Maria Josefa Jaramillo was fifteen when she married well-known frontiersman Kit Carson on February 3, 1843. The thirty-three year old Carson made Maria’s stomach flutter with excitement. He was fearless and decent and in him she saw forever.
Maria Josefa was born on March 19, 1828, in Santa Fe, New Mexico. Her father, Francisco Jaramillo, was a merchant, and her mother, Maria Apolonia Vigil, owned substantial acreage in the Rio Grande area of the state. Maria Josefa helped her parents maintain their ranch and cared for her younger brothers and sisters. She met Carson in Taos in 1842. He had been on an expedition with Colonel John Charles Fremont in the Rocky Mountains and was anxious to visit a place where there were lots of people.
Although Maria Josefa and Carson were equally impressed with one another, her father would not permit them to marry because Carson was illiterate. Francisco was an educated man and very well respected in the community. He was aware of Carson’s work as an accomplished scout, criss crossing the western territories, but preferred his daughter marry someone with a scholastic background, at the very least someone who was a member of the Catholic faith. Carson was determined to make Maria Josefa his wife and decided to convert to Catholicism. He attended the necessary classes, counseled with a priest, and paid the fee required for a wedding ceremony in the church.
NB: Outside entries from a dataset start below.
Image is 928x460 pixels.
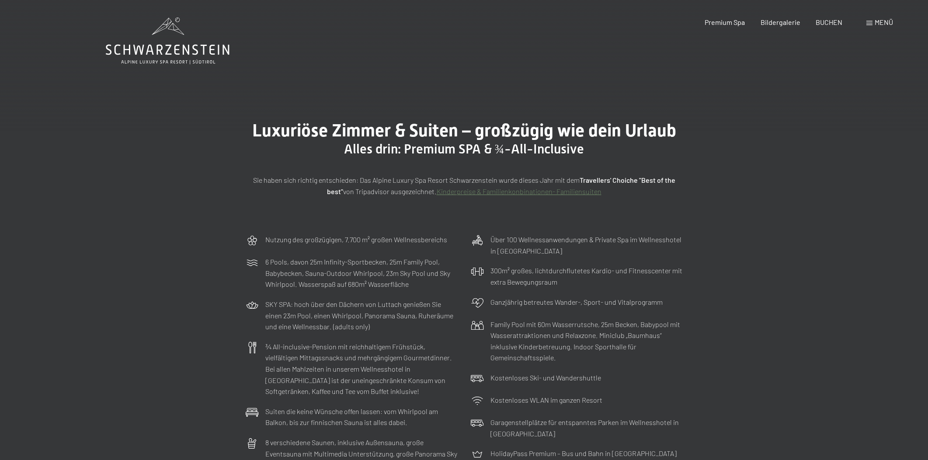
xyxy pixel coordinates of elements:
span: Alles drin: Premium SPA & ¾-All-Inclusive [344,141,584,156]
p: ¾ All-inclusive-Pension mit reichhaltigem Frühstück, vielfältigen Mittagssnacks und mehrgängigem ... [265,341,458,397]
p: Ganzjährig betreutes Wander-, Sport- und Vitalprogramm [490,296,663,308]
span: Menü [875,18,893,26]
p: Sie haben sich richtig entschieden: Das Alpine Luxury Spa Resort Schwarzenstein wurde dieses Jahr... [246,174,683,197]
p: Suiten die keine Wünsche offen lassen: vom Whirlpool am Balkon, bis zur finnischen Sauna ist alle... [265,406,458,428]
p: Über 100 Wellnessanwendungen & Private Spa im Wellnesshotel in [GEOGRAPHIC_DATA] [490,234,683,256]
p: 6 Pools, davon 25m Infinity-Sportbecken, 25m Family Pool, Babybecken, Sauna-Outdoor Whirlpool, 23... [265,256,458,290]
p: Garagenstellplätze für entspanntes Parken im Wellnesshotel in [GEOGRAPHIC_DATA] [490,416,683,439]
p: Nutzung des großzügigen, 7.700 m² großen Wellnessbereichs [265,234,447,245]
p: SKY SPA: hoch über den Dächern von Luttach genießen Sie einen 23m Pool, einen Whirlpool, Panorama... [265,298,458,332]
a: BUCHEN [816,18,842,26]
a: Kinderpreise & Familienkonbinationen- Familiensuiten [437,187,601,195]
a: Premium Spa [704,18,745,26]
p: Kostenloses Ski- und Wandershuttle [490,372,601,383]
p: 300m² großes, lichtdurchflutetes Kardio- und Fitnesscenter mit extra Bewegungsraum [490,265,683,287]
p: Kostenloses WLAN im ganzen Resort [490,394,602,406]
p: Family Pool mit 60m Wasserrutsche, 25m Becken, Babypool mit Wasserattraktionen und Relaxzone. Min... [490,319,683,363]
span: Luxuriöse Zimmer & Suiten – großzügig wie dein Urlaub [252,120,676,141]
strong: Travellers' Choiche "Best of the best" [327,176,675,195]
a: Bildergalerie [760,18,800,26]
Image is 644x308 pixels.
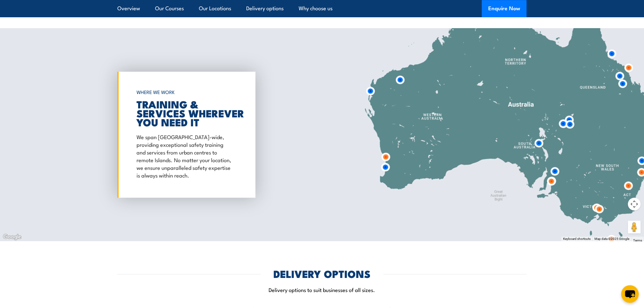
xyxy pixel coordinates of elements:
button: chat-button [622,285,639,303]
h6: WHERE WE WORK [136,86,233,98]
h2: TRAINING & SERVICES WHEREVER YOU NEED IT [136,99,233,126]
h2: DELIVERY OPTIONS [273,269,371,278]
button: Map camera controls [628,198,641,210]
span: Map data ©2025 Google [595,237,629,240]
button: Keyboard shortcuts [563,237,591,241]
a: Open this area in Google Maps (opens a new window) [2,233,23,241]
img: Google [2,233,23,241]
p: We span [GEOGRAPHIC_DATA]-wide, providing exceptional safety training and services from urban cen... [136,133,233,179]
button: Drag Pegman onto the map to open Street View [628,220,641,233]
a: Terms (opens in new tab) [633,238,642,242]
p: Delivery options to suit businesses of all sizes. [118,286,527,293]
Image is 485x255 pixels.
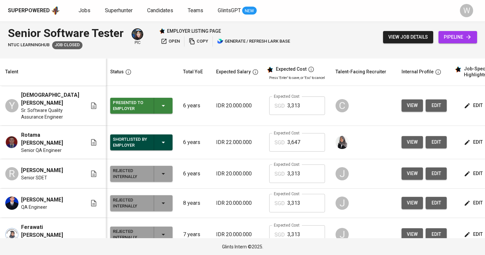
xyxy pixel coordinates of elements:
p: 6 years [183,138,205,146]
span: [DEMOGRAPHIC_DATA][PERSON_NAME] [21,91,79,107]
div: R [5,167,18,180]
p: SGD [274,199,285,207]
p: SGD [274,138,285,146]
img: sinta.windasari@glints.com [335,136,348,149]
p: SGD [274,230,285,238]
span: edit [465,101,482,109]
div: Rejected Internally [113,166,148,181]
span: edit [465,230,482,238]
span: Sr. Software Quality Assurance Engineer [21,107,79,120]
div: Shortlisted by Employer [113,135,148,149]
div: W [460,4,473,17]
span: pipeline [443,33,471,41]
p: employer listing page [167,28,221,34]
span: Candidates [147,7,173,14]
button: Rejected Internally [110,195,172,211]
span: view job details [388,33,428,41]
span: view [407,138,417,146]
span: view [407,230,417,238]
a: Teams [188,7,204,15]
a: Candidates [147,7,174,15]
img: glints_star.svg [266,66,273,73]
img: Rotama Pandi Pranata [5,136,18,149]
button: edit [425,167,446,179]
span: copy [189,38,208,45]
button: lark generate / refresh lark base [215,36,291,46]
div: Internal Profile [401,68,433,76]
button: view [401,136,423,148]
div: J [335,227,348,241]
button: copy [187,36,210,46]
span: Jobs [78,7,90,14]
span: edit [431,101,441,109]
p: SGD [274,102,285,110]
button: open [159,36,181,46]
img: glints_star.svg [454,66,461,73]
a: Jobs [78,7,92,15]
div: Rejected Internally [113,196,148,210]
div: Expected Cost [276,66,306,72]
div: Senior Software Tester [8,25,124,41]
span: view [407,198,417,207]
img: lark [217,38,224,45]
button: Rejected Internally [110,166,172,181]
div: Talent [5,68,18,76]
div: Presented to Employer [113,98,148,113]
span: Senior QA Engineer [21,147,62,153]
p: IDR 20.000.000 [216,169,258,177]
p: IDR 22.000.000 [216,138,258,146]
button: edit [425,136,446,148]
span: generate / refresh lark base [217,38,290,45]
div: C [335,99,348,112]
div: Rejected Internally [113,227,148,241]
button: Rejected Internally [110,226,172,242]
span: edit [431,169,441,177]
button: view [401,99,423,111]
span: NEW [242,8,256,14]
div: Job already placed by Glints [52,41,82,49]
span: Job Closed [52,42,82,48]
button: Shortlisted by Employer [110,134,172,150]
div: J [335,167,348,180]
button: view [401,196,423,209]
button: edit [425,228,446,240]
p: SGD [274,170,285,178]
span: view [407,101,417,109]
div: Expected Salary [216,68,251,76]
img: Glints Star [159,28,165,34]
span: edit [465,169,482,177]
button: view [401,167,423,179]
p: Press 'Enter' to save, or 'Esc' to cancel [269,75,325,80]
span: edit [465,138,482,146]
span: NTUC LearningHub [8,42,49,48]
a: Superhunter [105,7,134,15]
img: diazagista@glints.com [132,29,142,39]
button: Presented to Employer [110,98,172,113]
button: view [401,228,423,240]
span: QA Engineer [21,203,47,210]
span: Teams [188,7,203,14]
div: Superpowered [8,7,50,15]
span: edit [465,198,482,207]
span: Ferawati [PERSON_NAME] [21,223,79,239]
p: 7 years [183,230,205,238]
span: view [407,169,417,177]
span: Rotama [PERSON_NAME] [21,131,79,147]
img: Reza ADITYA [5,196,18,209]
p: IDR 20.000.000 [216,102,258,109]
div: Total YoE [183,68,203,76]
a: edit [425,196,446,209]
span: [PERSON_NAME] [21,196,63,203]
p: 6 years [183,102,205,109]
div: Status [110,68,124,76]
p: IDR 20.000.000 [216,199,258,207]
a: GlintsGPT NEW [218,7,256,15]
div: J [335,196,348,209]
a: Superpoweredapp logo [8,6,60,15]
span: open [161,38,180,45]
div: Talent-Facing Recruiter [335,68,386,76]
span: Superhunter [105,7,133,14]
A short three months after the wedding, Carson left on the first of many expeditions he would participate in during his married life. Carson had been leading treks to various parts of the unsettled frontier since he was fifteen years old. He was born in Madison County, Kentucky, on December 24, 1809. Just after his first birthday his parents moved to Howard County, Missouri. Carson had five brothers and six sisters. His father was a lumberjack and died in a work related accident when Carson was nine years old. At the age of fourteen he was an apprentice to a saddle maker, a job which he said “soon became irksome to him.” He ran away (a one cent reward was offered for his return) and arrived in Santa Fe in the fall of 1826.
To learn more about Kit Carson and his wife Maria read
Love Lessons from the Old West: Wisdom from Wild Women.